When Elmer “Buzz” Ours travels the roughly 100 miles from his rural West Virginia home to the nearest full-service veterans’ hospital for counseling services, the smell of diesel fumes and asphalt takes him back to Vietnam.
This special report is based on a roundtable discussion with four rural healthcare executives held Oct. 15 at Modern Healthcare’s offices in Chicago. The executives are:
Medicare will pay ambulatory surgery centers at 65% of the hospital outpatient department rate—with some exceptions—under a final rule issued by the CMS. The move follows through on its original plan unveiled in July (July 23, p. 6). While some...
When Elmer “Buzz” Ours travels the roughly 100 miles from his rural West Virginia home to the nearest full-service veterans’ hospital for counseling services, the smell of diesel fumes and asphalt takes him back to Vietnam.
As industry leaders wrangle over ways to improve healthcare access for former service members in rural areas, they must also contend with the growing number of uninsured veterans. In December, the American Journal of Public Health will...
A Senate roundtable convened last week by influential Sen. Chuck Grassley may have provided hospital representatives with a soapbox for their opinions on the hot-button issue of community benefit, but may have done little to steer the senator away...
A new HHS plan to provide bonus payments to 1,200 physicians in a dozen communities for quality reporting using electronic health records received mixed reviews from industry executives, despite HHS’ claim it will be “the largest step yet” toward...
An agreement over physician-ranking programs between Cigna Corp. and New York Attorney General Andrew Cuomo could lead to similar agreements involving other insurers and serve as a framework nationally.
Federal law enforcement agencies have a major advantage when they pursue cases against publicly traded for-profit hospital chains—the unrelenting scrutiny of investors.
Last month’s morning raid by federal agents on the Tampa, Fla.-headquarters of WellCare Health Plans embroiled at least one prominent healthcare scholar into the mysterious fray: Harvard Business School professor and healthcare researcher Regina...
Now that the policy issues surrounding the major change in the inpatient prospective payment system that went into effect Oct. 1 are mostly settled, there is a not-so-small matter of implementation in hospital billing departments.
Hospital bankruptcy stories are always poignant, peopled with doctors, nurses, patients and bondholders left in the lurch.
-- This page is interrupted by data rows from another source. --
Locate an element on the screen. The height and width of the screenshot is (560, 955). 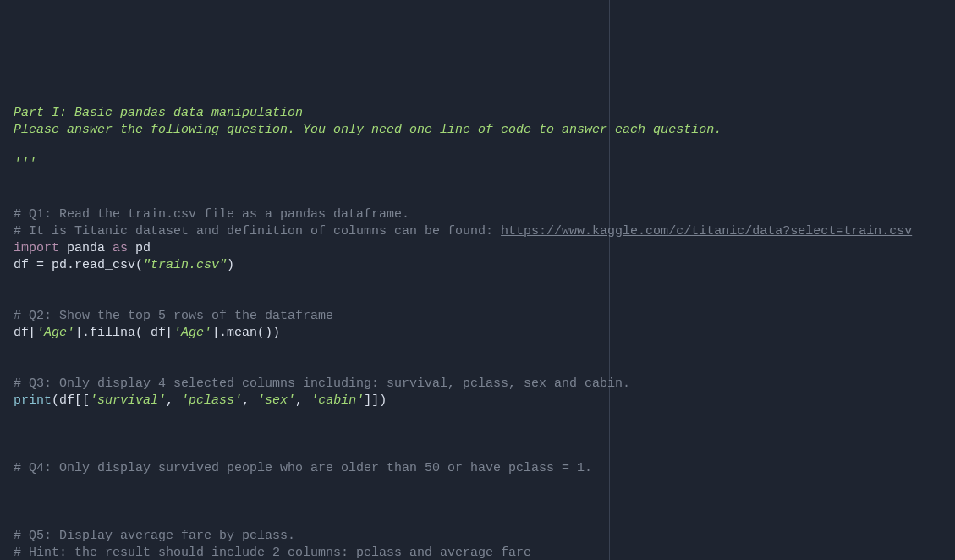
code-line: ''' is located at coordinates (477, 164).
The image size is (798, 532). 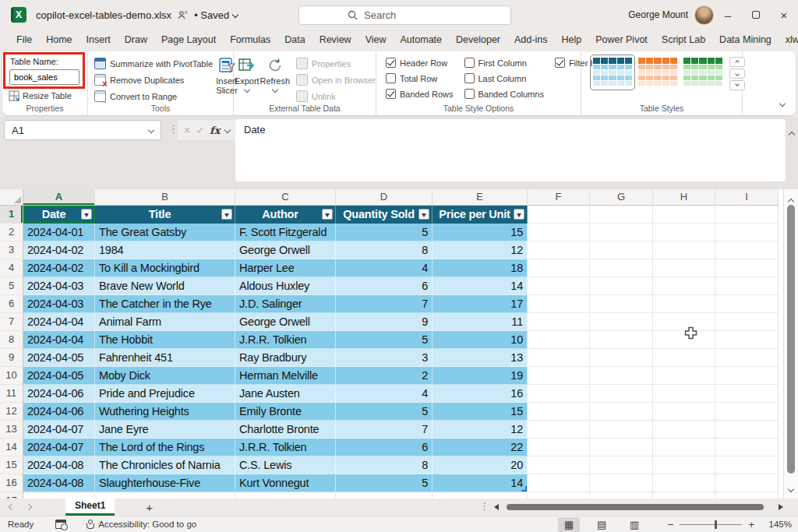 I want to click on cell-F15, so click(x=559, y=466).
But bankruptcies and the ensuing reorganizations usually include a glimmer of hope for rebirth, reformation or redemption. In...
This special report is based on a roundtable discussion with four rural healthcare executives held Oct. 15 at Modern Healthcare’s offices in Chicago. The executives are:
America lacks the planning gene. As individuals, we don’t think about the future; the personal savings rate as a percentage of disposable income has steadily declined from less than 8% in the early 1990s to minus 1% last year. In societal terms, we...
Whatever happened to the old “meet and greet”? I used to hear that phrase more often than I do of late. At business and social gatherings, it is still alive as what people call networking these days. In terms of customer service, it seems to be a...
Healthcare executives don’t like getting e-mails from the Federal Trade Commission (or any branch of the government) that include the word “complaint,” but one circulating recently is bogus. Or is it?